WASHINGTON— Paying tribute to those who helped clear a path for him, President Barack Obama said women of the civil rights movement were “the thinkers and the doers” who made things happen and that every American has benefited from their labor and sacrifice.
“Women made the movement happen,” he declared Saturday night.
Obama said black women were the “foot soldiers” who did the behind-the-scenes work of strategizing boycotts and organizing marches while others received the credit.
“Even if they weren’t allowed to run the civil rights organizations on paper, behind the scenes they were the thinkers and the doers making things happen each and every day, doing the work that no one else wanted to do,” he said in a keynote speech to the Congressional Black Caucus Foundation’s annual awards dinner.
But Obama said that while black women and girls have made progress since and are opening more of their own businesses and graduating from high school and college at higher rates, they are still overrepresented in low-paying jobs and underrepresented in management.
He even invoked his wife, Michelle, as an example of the attitudes about black women that he said persist. The first lady, a lawyer with degrees from two Ivy League universities, has spoken on occasion of being told by her teachers that she was setting her sights too high.
“Those stereotypes and social pressures, they still affect our girls,” said Obama, the father of two teenage daughters. “So we all have to be louder than the voices that are telling our girls they’re not good enough, that they’ve got to look a certain way or they’ve got to act a certain way or set their goals at a certain level.”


### TASK GOAL
Count the lines in the entries below that include the word "level". Give nothing but the number.

DATA FOR THIS EXERCISE section start

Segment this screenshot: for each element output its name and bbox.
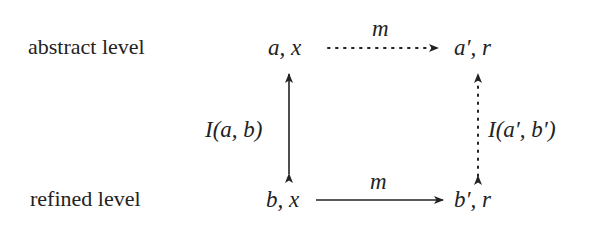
- node-refined-source: b, x: [266, 188, 299, 211]
- node-refined-target: b′, r: [454, 188, 491, 211]
- left-edge-label: I(a, b): [205, 118, 262, 141]
- node-abstract-source: a, x: [268, 36, 301, 59]
- commutative-diagram: abstract level refined level a, x a′, r …: [0, 0, 601, 226]
- right-edge-label: I(a′, b′): [488, 118, 556, 141]
- node-abstract-target: a′, r: [454, 36, 491, 59]
- refined-level-label: refined level: [30, 188, 141, 210]
- abstract-level-label: abstract level: [28, 36, 145, 58]
- bottom-edge-label: m: [370, 170, 387, 193]
- top-edge-label: m: [372, 17, 389, 40]
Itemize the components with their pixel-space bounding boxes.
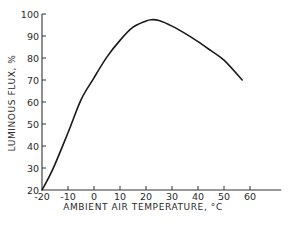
x-tick-label: 30: [166, 191, 178, 202]
y-tick-label: 30: [27, 163, 39, 174]
y-tick-label: 40: [27, 141, 39, 152]
x-tick-label: 50: [218, 191, 230, 202]
luminous-flux-curve: [42, 20, 242, 190]
x-tick-label: -10: [60, 191, 76, 202]
x-tick-label: 40: [192, 191, 204, 202]
x-tick-label: 60: [244, 191, 256, 202]
y-tick-label: 60: [27, 97, 39, 108]
y-tick-label: 100: [21, 9, 39, 20]
y-tick-label: 70: [27, 75, 39, 86]
axes: [42, 14, 281, 190]
luminous-flux-chart: 2030405060708090100 -20-100102030405060 …: [0, 0, 290, 225]
x-tick-label: 0: [91, 191, 97, 202]
y-tick-label: 80: [27, 53, 39, 64]
x-tick-label: 10: [114, 191, 126, 202]
x-axis-ticks: -20-100102030405060: [34, 186, 256, 202]
x-tick-label: 20: [140, 191, 152, 202]
x-tick-label: -20: [34, 191, 50, 202]
y-tick-label: 90: [27, 31, 39, 42]
x-axis-title: AMBIENT AIR TEMPERATURE, °C: [63, 202, 223, 212]
y-tick-label: 50: [27, 119, 39, 130]
y-axis-title: LUMINOUS FLUX, %: [7, 55, 17, 152]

DATA FOR THIS EXERCISE section end

### RESPONSE BELOW
3